Algebra - fraction problem

51 Views Asked by At

"The cooler in a car contains $8$ litres. The coolant fluid contains $\dfrac3{10}$ of glycol and rest is water. To increase the glycol content to $\dfrac35$ you drop some of the coolant fluid and fill on with glycol. How much coolant fluid do you need to drop?"

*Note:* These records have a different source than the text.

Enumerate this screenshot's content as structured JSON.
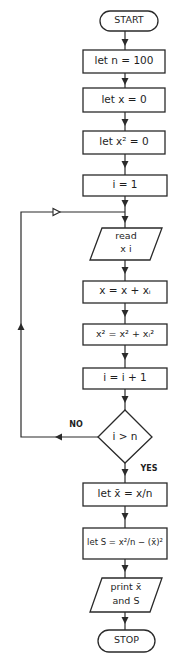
{
  "diagram": {
    "type": "flowchart",
    "title": "",
    "colors": {
      "stroke": "#2a2a2a",
      "fill": "#ffffff",
      "text": "#1e1e1e"
    },
    "nodes": [
      {
        "id": "start",
        "shape": "terminator",
        "label": "START"
      },
      {
        "id": "n",
        "shape": "process",
        "label": "let n = 100"
      },
      {
        "id": "x0",
        "shape": "process",
        "label": "let x = 0"
      },
      {
        "id": "x2_0",
        "shape": "process",
        "label": "let x² = 0"
      },
      {
        "id": "i1",
        "shape": "process",
        "label": "i = 1"
      },
      {
        "id": "read",
        "shape": "io",
        "label_line1": "read",
        "label_line2": "x i"
      },
      {
        "id": "sum",
        "shape": "process",
        "label": "x = x + xᵢ"
      },
      {
        "id": "sumsq",
        "shape": "process",
        "label": "x² = x² + xᵢ²"
      },
      {
        "id": "inc",
        "shape": "process",
        "label": "i = i + 1"
      },
      {
        "id": "cond",
        "shape": "decision",
        "label": "i > n"
      },
      {
        "id": "mean",
        "shape": "process",
        "label": "let x̄ = x/n"
      },
      {
        "id": "var",
        "shape": "process",
        "label": "let S = x²/n − (x̄)²"
      },
      {
        "id": "print",
        "shape": "io",
        "label_line1": "print x̄",
        "label_line2": "and S"
      },
      {
        "id": "stop",
        "shape": "terminator",
        "label": "STOP"
      }
    ],
    "edges": [
      {
        "from": "start",
        "to": "n"
      },
      {
        "from": "n",
        "to": "x0"
      },
      {
        "from": "x0",
        "to": "x2_0"
      },
      {
        "from": "x2_0",
        "to": "i1"
      },
      {
        "from": "i1",
        "to": "read"
      },
      {
        "from": "read",
        "to": "sum"
      },
      {
        "from": "sum",
        "to": "sumsq"
      },
      {
        "from": "sumsq",
        "to": "inc"
      },
      {
        "from": "inc",
        "to": "cond"
      },
      {
        "from": "cond",
        "to": "read",
        "label": "NO"
      },
      {
        "from": "cond",
        "to": "mean",
        "label": "YES"
      },
      {
        "from": "mean",
        "to": "var"
      },
      {
        "from": "var",
        "to": "print"
      },
      {
        "from": "print",
        "to": "stop"
      }
    ],
    "branch_labels": {
      "no": "NO",
      "yes": "YES"
    }
  }
}
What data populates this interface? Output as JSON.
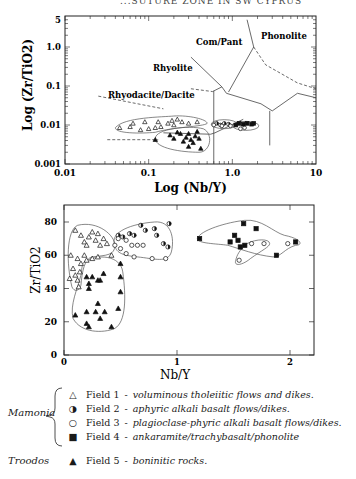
{
  "header": {
    "text": "...SUTURE ZONE IN SW CYPRUS"
  },
  "chart_data": [
    {
      "type": "scatter",
      "title": "",
      "xlabel": "Log (Nb/Y)",
      "ylabel": "Log (Zr/TiO2)",
      "xscale": "log",
      "yscale": "log",
      "xlim": [
        0.01,
        10
      ],
      "ylim": [
        0.001,
        5
      ],
      "x_ticks": [
        "0.01",
        "0.1",
        "1.0",
        "10"
      ],
      "y_ticks": [
        "0.001",
        "0.01",
        "0.1",
        "1.0",
        "5"
      ],
      "grid": false,
      "region_labels": [
        "Phonolite",
        "Com/Pant",
        "Rhyolite",
        "Rhyodacite/Dacite"
      ],
      "series": [
        {
          "name": "Field 1",
          "marker": "open-triangle",
          "points": [
            [
              0.045,
              0.0085
            ],
            [
              0.06,
              0.009
            ],
            [
              0.065,
              0.011
            ],
            [
              0.08,
              0.0075
            ],
            [
              0.09,
              0.012
            ],
            [
              0.1,
              0.008
            ],
            [
              0.12,
              0.0085
            ],
            [
              0.13,
              0.012
            ],
            [
              0.14,
              0.009
            ],
            [
              0.17,
              0.011
            ],
            [
              0.19,
              0.013
            ],
            [
              0.2,
              0.01
            ],
            [
              0.22,
              0.014
            ],
            [
              0.25,
              0.012
            ],
            [
              0.3,
              0.011
            ],
            [
              0.38,
              0.012
            ]
          ]
        },
        {
          "name": "Field 2",
          "marker": "half-circle",
          "points": [
            [
              0.65,
              0.011
            ],
            [
              0.72,
              0.01
            ],
            [
              0.8,
              0.011
            ],
            [
              0.9,
              0.0105
            ]
          ]
        },
        {
          "name": "Field 3",
          "marker": "open-circle",
          "points": [
            [
              0.6,
              0.01
            ],
            [
              0.75,
              0.0095
            ],
            [
              0.95,
              0.0095
            ],
            [
              1.25,
              0.008
            ],
            [
              1.4,
              0.0085
            ]
          ]
        },
        {
          "name": "Field 4",
          "marker": "filled-square",
          "points": [
            [
              1.1,
              0.01
            ],
            [
              1.2,
              0.011
            ],
            [
              1.35,
              0.0105
            ],
            [
              1.5,
              0.011
            ],
            [
              1.7,
              0.0105
            ],
            [
              1.8,
              0.011
            ]
          ]
        },
        {
          "name": "Field 5",
          "marker": "filled-triangle",
          "points": [
            [
              0.12,
              0.0042
            ],
            [
              0.18,
              0.0055
            ],
            [
              0.2,
              0.0045
            ],
            [
              0.22,
              0.0065
            ],
            [
              0.24,
              0.006
            ],
            [
              0.26,
              0.0038
            ],
            [
              0.28,
              0.0048
            ],
            [
              0.3,
              0.006
            ],
            [
              0.32,
              0.0042
            ],
            [
              0.34,
              0.0035
            ],
            [
              0.36,
              0.0052
            ],
            [
              0.38,
              0.0068
            ],
            [
              0.4,
              0.0045
            ],
            [
              0.42,
              0.0025
            ],
            [
              0.3,
              0.0028
            ]
          ]
        }
      ]
    },
    {
      "type": "scatter",
      "title": "",
      "xlabel": "Nb/Y",
      "ylabel": "Zr/TiO2",
      "xlim": [
        0,
        2.2
      ],
      "ylim": [
        0,
        85
      ],
      "x_ticks": [
        "0",
        "1",
        "2"
      ],
      "y_ticks": [
        "0",
        "20",
        "40",
        "60",
        "80"
      ],
      "grid": false,
      "series": [
        {
          "name": "Field 1",
          "marker": "open-triangle",
          "points": [
            [
              0.1,
              75
            ],
            [
              0.15,
              72
            ],
            [
              0.18,
              68
            ],
            [
              0.2,
              66
            ],
            [
              0.22,
              71
            ],
            [
              0.25,
              74
            ],
            [
              0.28,
              69
            ],
            [
              0.3,
              73
            ],
            [
              0.32,
              66
            ],
            [
              0.35,
              70
            ],
            [
              0.38,
              67
            ],
            [
              0.42,
              60
            ],
            [
              0.12,
              58
            ],
            [
              0.15,
              55
            ],
            [
              0.18,
              60
            ],
            [
              0.2,
              57
            ],
            [
              0.25,
              58
            ],
            [
              0.3,
              59
            ],
            [
              0.08,
              52
            ],
            [
              0.1,
              48
            ],
            [
              0.12,
              45
            ],
            [
              0.14,
              50
            ],
            [
              0.13,
              41
            ],
            [
              0.05,
              46
            ],
            [
              0.06,
              60
            ]
          ]
        },
        {
          "name": "Field 2",
          "marker": "half-circle",
          "points": [
            [
              0.48,
              72
            ],
            [
              0.52,
              71
            ],
            [
              0.58,
              73
            ],
            [
              0.62,
              72
            ],
            [
              0.68,
              78
            ],
            [
              0.72,
              75
            ],
            [
              0.8,
              76
            ],
            [
              0.82,
              72
            ],
            [
              0.88,
              67
            ],
            [
              0.92,
              65
            ],
            [
              0.93,
              79
            ]
          ]
        },
        {
          "name": "Field 3",
          "marker": "open-circle",
          "points": [
            [
              0.45,
              66
            ],
            [
              0.5,
              64
            ],
            [
              0.55,
              69
            ],
            [
              0.6,
              66
            ],
            [
              0.65,
              66
            ],
            [
              0.7,
              66
            ],
            [
              0.55,
              61
            ],
            [
              0.62,
              59
            ],
            [
              0.78,
              58
            ],
            [
              0.9,
              58
            ],
            [
              0.48,
              70
            ],
            [
              1.55,
              57
            ],
            [
              1.66,
              67
            ],
            [
              1.77,
              67
            ],
            [
              1.98,
              67
            ]
          ]
        },
        {
          "name": "Field 4",
          "marker": "filled-square",
          "points": [
            [
              1.2,
              70
            ],
            [
              1.47,
              68
            ],
            [
              1.51,
              72
            ],
            [
              1.54,
              69
            ],
            [
              1.56,
              65
            ],
            [
              1.59,
              79
            ],
            [
              1.6,
              66
            ],
            [
              1.7,
              76
            ],
            [
              1.88,
              60
            ],
            [
              2.05,
              68
            ]
          ]
        },
        {
          "name": "Field 5",
          "marker": "filled-triangle",
          "points": [
            [
              0.2,
              47
            ],
            [
              0.25,
              47
            ],
            [
              0.22,
              43
            ],
            [
              0.22,
              40
            ],
            [
              0.3,
              45
            ],
            [
              0.32,
              45
            ],
            [
              0.35,
              49
            ],
            [
              0.5,
              55
            ],
            [
              0.5,
              47
            ],
            [
              0.5,
              38
            ],
            [
              0.3,
              31
            ],
            [
              0.2,
              26
            ],
            [
              0.1,
              24
            ],
            [
              0.28,
              26
            ],
            [
              0.36,
              26
            ],
            [
              0.32,
              22
            ],
            [
              0.48,
              28
            ],
            [
              0.2,
              19
            ],
            [
              0.22,
              17
            ],
            [
              0.42,
              17
            ]
          ]
        }
      ]
    }
  ],
  "legend": {
    "groups": [
      {
        "label": "Mamonia"
      },
      {
        "label": "Troodos"
      }
    ],
    "items": [
      {
        "symbol": "△",
        "field": "Field 1",
        "dash": "-",
        "desc": "voluminous tholeiitic flows and dikes."
      },
      {
        "symbol": "◑",
        "field": "Field 2",
        "dash": "-",
        "desc": "aphyric alkali basalt flows/dikes."
      },
      {
        "symbol": "○",
        "field": "Field 3",
        "dash": "-",
        "desc": "plagioclase-phyric alkali basalt flows/dikes."
      },
      {
        "symbol": "■",
        "field": "Field 4",
        "dash": "-",
        "desc": "ankaramite/trachybasalt/phonolite"
      },
      {
        "symbol": "▲",
        "field": "Field 5",
        "dash": "-",
        "desc": "boninitic rocks."
      }
    ]
  }
}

So I'm having trouble solving this, the cooler contains a total of $0.3\times8 = 2.4$ litres of glycol in the beginning. In the end it has to contain $0.6\times8 = 4.8$ litres. So I thought I could do this:

$2.4 - 0.3x + x = 4.8$

$3.1x = 4.8$

$x = 1.55$ , well kind of.

But the answer should be that you need to drop $3.4$ litres.. some I'm stuck. Any help is appreciated!

1

There are 1 best solutions below

1
On BEST ANSWER

If $x$ is the dropped amount, you have $0.3\times(8-x)$ of the original and $x$ added glycol at the end, and you want $0.3(8-x)+x=4.8$. So far you have that, but in the next line you get to $3.1x=4.8$. I have no idea where it's from. 2.4+1-0.3? But the first term doesn't have $x$ in it. It should be $0.7x=2.4$.